You'll be thrilled to hear that finally some brave literary man is daring to write about sex! Sex with teenage girls, in relationships with incestuous overtones and questionable power dynamics! How very avant-garde of him, I'm sure. Meanwhile we romance authors are over here doing ... whatever it is we do. Not literature, certainly. Not art of any kind. The stuff we do is called genre fiction ("we agree upon a few rules in advance") or commercial fiction ("the stuff we all know sells the most") or women's fiction ("people who aren't women can safely ignore it") or chick lit ("people who aren't young women can safely ignore it"). Brave Literary Men write for other Brave Literary Men. They are authors writing at other authors, particularly the dead greats of the early and mid-twentieth century (Joyce, Hemingway, F. Scott, Updike, Roth, etc.)
Who do romance authors write for? Ourselves, a lot of the time. Other times, we write for Linda Belcher.
Linda Belcher is a mom, but that's not all she is. She's more human than Wilma Flintstone and more fun than Marge Simpson. She loves her family, and wine, and dinner theater. She has dreams that involve her husband and her kids, and she has dreams for herself apart from them.
She reads romance novels.
She reads nautical romance novels with deliciously absurd titles and clinch covers loaded with man-abs.
I find I loathe the thought of anyone making Linda Belcher feel small because she has a few splashy escapist reads lying around.
So instead of going on a rant about Brave Literary Men, I have made Linda Belcher some new covers to put on her romance novels, so she others will think she's reading about something appropriately intellectual and reflective instead of an adventurous ocean romance starring a strong heroine and her man-candy.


**Your objective:** Leaving out the pictures, write out exactly each line from the line with "What do you see at coordinates (59, 93)" through the close of the listing below.

**Supplied data:**
..........

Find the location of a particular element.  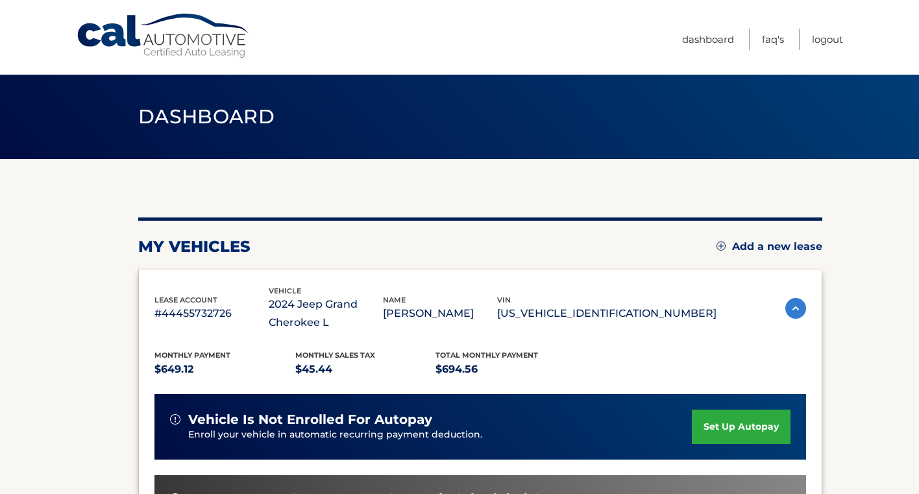

span: name is located at coordinates (394, 300).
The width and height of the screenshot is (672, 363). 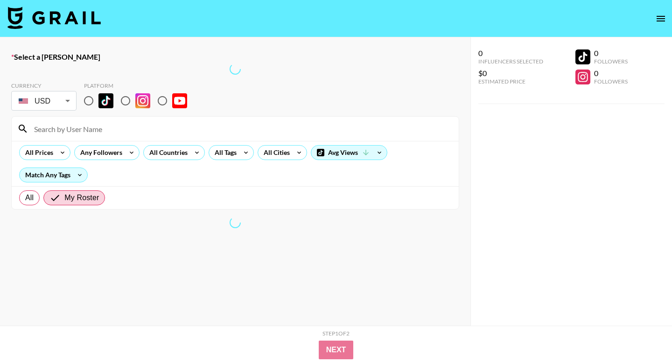 What do you see at coordinates (139, 85) in the screenshot?
I see `div: Platform` at bounding box center [139, 85].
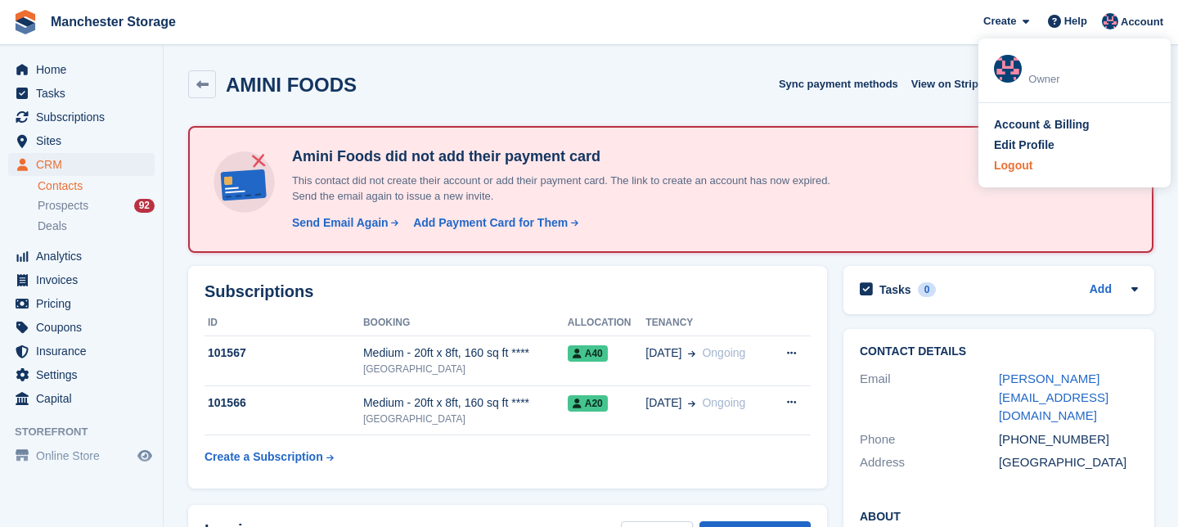  Describe the element at coordinates (587, 403) in the screenshot. I see `span: A20` at that location.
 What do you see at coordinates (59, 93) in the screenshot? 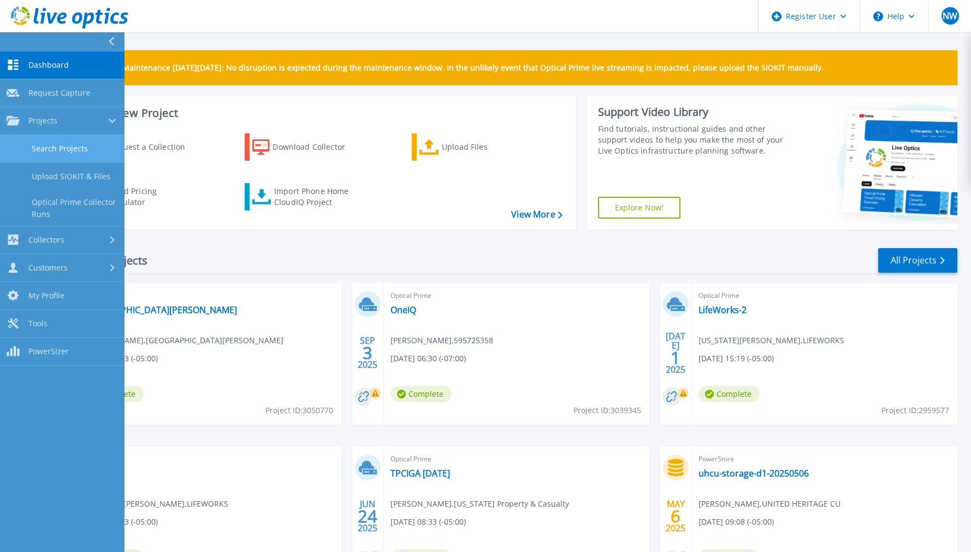
I see `span: Request Capture` at bounding box center [59, 93].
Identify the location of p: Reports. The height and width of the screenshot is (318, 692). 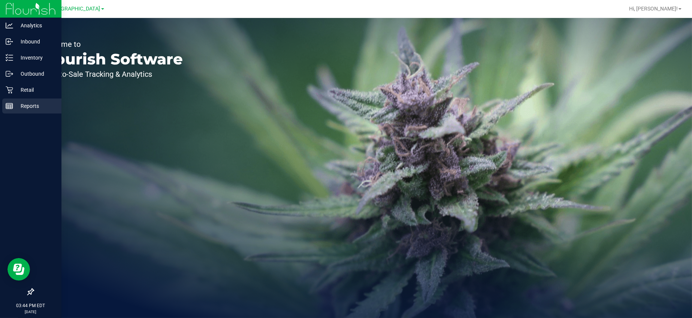
(36, 106).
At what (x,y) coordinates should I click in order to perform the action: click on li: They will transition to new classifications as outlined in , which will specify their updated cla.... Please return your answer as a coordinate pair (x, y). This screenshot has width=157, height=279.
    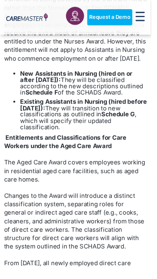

..........

**Task solution:**
 What do you see at coordinates (59, 93) in the screenshot? 
I see `span: Request Capture` at bounding box center [59, 93].
Identify the location of p: Reports. The height and width of the screenshot is (318, 692). 
(36, 106).
At what (x,y) coordinates should I click in order to perform the action: click on li: They will transition to new classifications as outlined in , which will specify their updated cla.... Please return your answer as a coordinate pair (x, y). This screenshot has width=157, height=279.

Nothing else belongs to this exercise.